Some right-wing dictators have been called fascists, but their reigns lacked a cohesive political ideology - e.g., Pinochet was a dictator; he did not impose a new political or philosophical paradigm on Chile.
In all cases, fascist governments spoke the language of collectivism and national rebirth. In all cases, the imposition of one-party rule was unquestioned.
Mussolini used the fasces, an ancient Roman symbol of authority, as a symbol of unity and strength in numbers. That symbol is still in use today.
The Nazis promised a minimum wage, old age pensions, and unemployment insurance - along with law and order.
Peron and Mussolini used collectivism to appeal to the working classes.
Each person in a fascist society was expected to play his or her role in the advancement of the nation, subjugating their individual desire to achieve a greater collective benefit.
Fascism differed from the other collectivist political philosophies in vogue at that time in several ways:
The Japanese and Germans mixed racism and xenophobia with their fascist philosophies, holding their own races as superior to all others.
The Spanish and Italian fascists were less successful at generating widespread racial hatred and using it to propel the movement. The fractured nature of Spanish and Italian nationhood may have impeded a "master race" type philosophy from taking hold the way it did in Germany and Japan.
The American and British fascists were never more than fringe movements.
Does that mean fascism is a relatively harmless political philosophy?
No. Like socialism, it has destroyed or diminished every country in which it has prevailed, leaving psychic scars that take decades to heal.
Any one-party system that subjugates the individual for the collective, no matter the party or the philosophy imposing it and no matter the basis on which it is imposed, is an open invitation to authoritarianism and tyranny.
Conan the Grammarian at August 26, 2017 3:03 PM
File under "my sibling got filthy rich so I have to pretend I'm, like, rilly smart n stuff".
Gog_Magog_Carpet_Reclaimers at August 26, 2017 6:05 PM
My brother is consequential, so I must do everything I can to be consequential, too. But I won't actually do anything of marketable value, I'll be a social justice warrior. That way, I can claim to be morally superior. He may be rich, but I'll be righteous.

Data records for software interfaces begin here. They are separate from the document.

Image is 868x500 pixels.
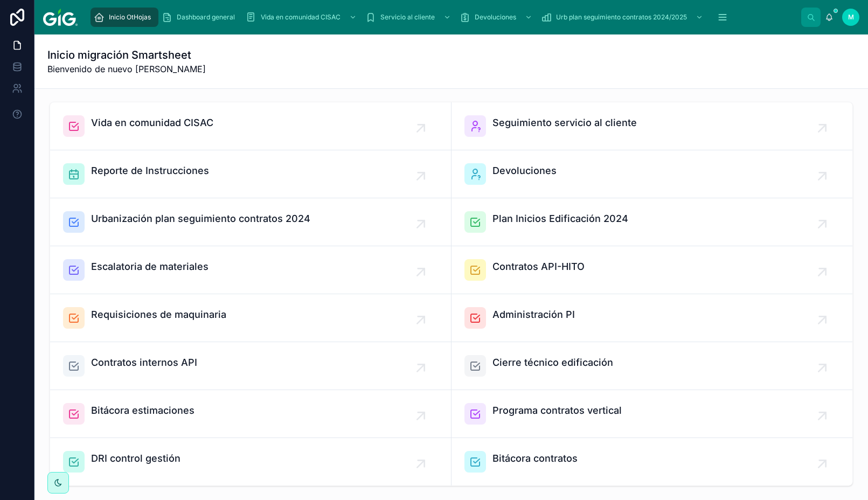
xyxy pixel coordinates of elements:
[456,7,537,27] a: Devoluciones
[848,13,854,21] span: M
[86,6,801,29] div: scrollable content
[492,355,613,371] span: Cierre técnico edificación
[492,116,636,130] span: Seguimiento servicio al cliente
[380,13,435,21] span: Servicio al cliente
[452,247,852,294] a: Contratos API-HITO
[91,260,209,274] span: Escalatoria de materiales
[452,151,852,199] a: Devoluciones
[50,103,452,151] a: Vida en comunidad CISAC
[492,164,557,178] span: Devoluciones
[158,7,242,27] a: Dashboard general
[452,390,852,438] a: Programa contratos vertical
[50,199,452,247] a: Urbanización plan seguimiento contratos 2024
[90,7,158,27] a: Inicio OtHojas
[47,47,206,63] h1: Inicio migración Smartsheet
[475,13,516,21] span: Devoluciones
[91,403,195,419] span: Bitácora estimaciones
[50,294,452,342] a: Requisiciones de maquinaria
[91,116,213,130] span: Vida en comunidad CISAC
[492,260,585,274] span: Contratos API-HITO
[242,7,362,27] a: Vida en comunidad CISAC
[452,294,852,342] a: Administración PI
[260,13,341,21] span: Vida en comunidad CISAC
[43,8,78,26] img: App logo
[50,151,452,199] a: Reporte de Instrucciones
[362,7,456,27] a: Servicio al cliente
[47,63,206,76] span: Bienvenido de nuevo [PERSON_NAME]
[50,438,452,486] a: DRI control gestión
[492,403,621,419] span: Programa contratos vertical
[452,342,852,390] a: Cierre técnico edificación
[50,390,452,438] a: Bitácora estimaciones
[50,342,452,390] a: Contratos internos API
[492,307,574,323] span: Administración PI
[492,212,628,226] span: Plan Inicios Edificación 2024
[91,307,226,323] span: Requisiciones de maquinaria
[492,451,577,467] span: Bitácora contratos
[91,355,197,371] span: Contratos internos API
[109,13,151,21] span: Inicio OtHojas
[537,7,708,27] a: Urb plan seguimiento contratos 2024/2025
[452,199,852,247] a: Plan Inicios Edificación 2024
[452,103,852,151] a: Seguimiento servicio al cliente
[91,212,310,226] span: Urbanización plan seguimiento contratos 2024
[91,451,180,467] span: DRI control gestión
[91,164,209,178] span: Reporte de Instrucciones
[452,438,852,486] a: Bitácora contratos
[176,13,235,21] span: Dashboard general
[50,247,452,294] a: Escalatoria de materiales
[556,13,687,21] span: Urb plan seguimiento contratos 2024/2025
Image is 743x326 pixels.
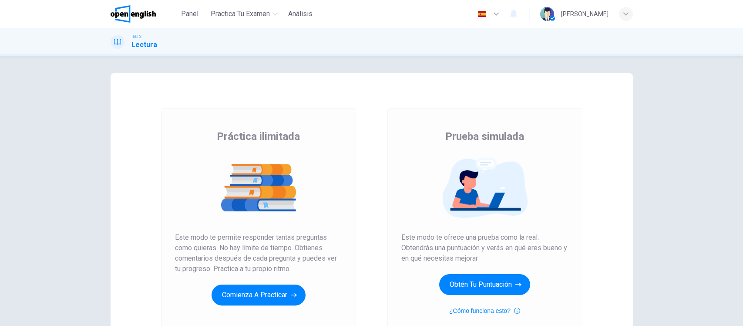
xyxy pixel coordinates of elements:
[439,274,530,295] button: Obtén tu puntuación
[561,9,609,19] div: [PERSON_NAME]
[207,6,281,22] button: Practica tu examen
[285,6,316,22] button: Análisis
[449,305,520,316] button: ¿Cómo funciona esto?
[401,232,569,263] span: Este modo te ofrece una prueba como la real. Obtendrás una puntuación y verás en qué eres bueno y...
[288,9,313,19] span: Análisis
[111,5,176,23] a: OpenEnglish logo
[445,129,524,143] span: Prueba simulada
[217,129,300,143] span: Práctica ilimitada
[477,11,488,17] img: es
[540,7,554,21] img: Profile picture
[176,6,204,22] button: Panel
[131,34,141,40] span: IELTS
[212,284,306,305] button: Comienza a practicar
[211,9,270,19] span: Practica tu examen
[111,5,156,23] img: OpenEnglish logo
[131,40,157,50] h1: Lectura
[181,9,199,19] span: Panel
[175,232,342,274] span: Este modo te permite responder tantas preguntas como quieras. No hay límite de tiempo. Obtienes c...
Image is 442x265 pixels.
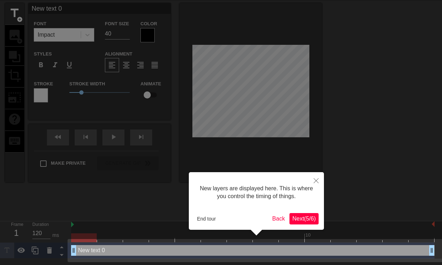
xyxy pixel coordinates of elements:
button: Back [270,213,288,224]
button: Next [290,213,319,224]
button: Close [308,172,324,189]
span: Next ( 5 / 6 ) [292,216,316,222]
div: New layers are displayed here. This is where you control the timing of things. [194,177,319,208]
button: End tour [194,213,219,224]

Conan the Grammarian at August 26, 2017 8:02 PM
Gog, that was an interesting writeup. What's interesting now is that, today, we are facing a trans-national form of fascism, something the West has not seen before. How does it work? Easy access to transportation and communications has facilitated the self-elect in different countries to closely coordinate their thoughts and maintain a class status quo, in a way that was not possible before. If someone steps out of line, the rest of the world will hear about it in minutes. The second bit is the substitution of classism for nationalism. Trans-national fascism appeals to certain minorities, seeking to bring them into the dependent classes who will offer reliable political support to the elites because they don't really have a choice. Again, easy mass communications makes it possible to call out and denounce the incorrect, and keep people divided along ethnic and class lines.